Wednesday, December 2, 2009

Sick of Calvino's Bullsh*t...but Ludmilla's cool.

Some people think of Calvino's manipulative style with discomfort, or awe, but it makes me personally feel a little annoyed. It's as if he's trying to distract the reader from the story by giving him or her the Reader as a character through which to live vicariously. To be honest, it feels a little like a cop-out. On page 137, Calvino introduces another distraction--Ludmilla, the Other Reader. He goes on for a page about the assumed existence of the Third Person, the Other Reader who must exist in order for the novel to exist. He goes on to presume all this stuff about the Other Reader who is the reader, and therefore creates Ludmilla from the character and the female reader. As annoying as his earlier shenanigans with the male Reader are, this play with Ludmilla is actually kind of interesting because it shows Calvino isn't just this chauvinistic loser who assumes the Reader is male. He mentions the Other Reader before she is introduced as Ludmilla, but this is the part where he addresses the reader as female. He goes on to address to the reader, posing questions and fleshing out Ludmilla as he answers them for the reader. He then comes back to the original Reader and reassures him that he hasn't forgotten about him. Then, he has the male Reader become jealous of Irnerio's familiarity with Ludmilla, and the reader sees both sides, both the jealousy and the indignation at it. But then he has them make love, which is just weird, like the reader is making love with his or herself. Then Calvino pulls the reader back into the safety of the story and the search for the novel, but the reader is left a little weirded out, and a little annoyed.

1 comment:

  1. I feel the same way. This whole Reader, Non-Reader and other Reader is all confusing. It's not only that all the research that the Reader done is annoying too, "Poland has nothing to do with it;...[it] was an independent state Cimmeria" (Calvino 43). Why should one reader do so much research with one book to look up every detail to solve a mystery of the book. Calvino just goes back and forth in three ways one with a story, then back to the different types of readers in the story, third tell us the reader how to interpret the novel. "The novel you are reading wants to present to you a corporeal world, thick, detailed...your reading has not reached the end of the first chapter" (Calvino 42). Overall all these parts are annoying and it's challenging to focus on the book. Even so, this is Calvino's obstacle the we the readers have to surpass.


**TASK GOAL:**
Return each line of the records holding the string "name".

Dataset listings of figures
-- Opening Marker --
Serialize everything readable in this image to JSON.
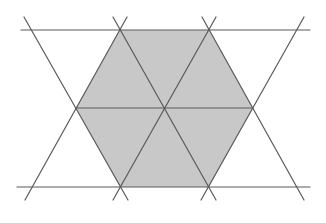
{
  "diagram": {
    "title": "",
    "colors": {
      "background": "#ffffff",
      "fill": "#c8c8c8",
      "line": "#5a5a5a",
      "line_light": "#6e6e6e"
    },
    "hexagon": {
      "points": [
        [
          120,
          30
        ],
        [
          209,
          30
        ],
        [
          253,
          108
        ],
        [
          209,
          187
        ],
        [
          120,
          187
        ],
        [
          76,
          108
        ]
      ],
      "center": [
        164,
        108
      ]
    },
    "triangles": [
      {
        "points": [
          [
            120,
            30
          ],
          [
            209,
            30
          ],
          [
            164,
            108
          ]
        ]
      },
      {
        "points": [
          [
            209,
            30
          ],
          [
            253,
            108
          ],
          [
            164,
            108
          ]
        ]
      },
      {
        "points": [
          [
            253,
            108
          ],
          [
            209,
            187
          ],
          [
            164,
            108
          ]
        ]
      },
      {
        "points": [
          [
            209,
            187
          ],
          [
            120,
            187
          ],
          [
            164,
            108
          ]
        ]
      },
      {
        "points": [
          [
            120,
            187
          ],
          [
            76,
            108
          ],
          [
            164,
            108
          ]
        ]
      },
      {
        "points": [
          [
            76,
            108
          ],
          [
            120,
            30
          ],
          [
            164,
            108
          ]
        ]
      }
    ],
    "lines": [
      {
        "name": "top-horizontal-line",
        "x1": 21,
        "y1": 30,
        "x2": 310,
        "y2": 30
      },
      {
        "name": "middle-horizontal-line",
        "x1": 76,
        "y1": 108,
        "x2": 253,
        "y2": 108
      },
      {
        "name": "bottom-horizontal-line",
        "x1": 17,
        "y1": 187,
        "x2": 310,
        "y2": 187
      },
      {
        "name": "diagonal-line-1",
        "x1": 24,
        "y1": 17,
        "x2": 128,
        "y2": 200
      },
      {
        "name": "diagonal-line-2",
        "x1": 113,
        "y1": 17,
        "x2": 216,
        "y2": 200
      },
      {
        "name": "diagonal-line-3",
        "x1": 202,
        "y1": 17,
        "x2": 304,
        "y2": 200
      },
      {
        "name": "diagonal-line-4",
        "x1": 127,
        "y1": 17,
        "x2": 25,
        "y2": 200
      },
      {
        "name": "diagonal-line-5",
        "x1": 216,
        "y1": 17,
        "x2": 113,
        "y2": 200
      },
      {
        "name": "diagonal-line-6",
        "x1": 304,
        "y1": 17,
        "x2": 201,
        "y2": 200
      }
    ]
  }
}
-- Closing Marker --
**ANSWER BOX:**
        "name": "top-horizontal-line",
        "name": "middle-horizontal-line",
        "name": "bottom-horizontal-line",
        "name": "diagonal-line-1",
        "name": "diagonal-line-2",
        "name": "diagonal-line-3",
        "name": "diagonal-line-4",
        "name": "diagonal-line-5",
        "name": "diagonal-line-6",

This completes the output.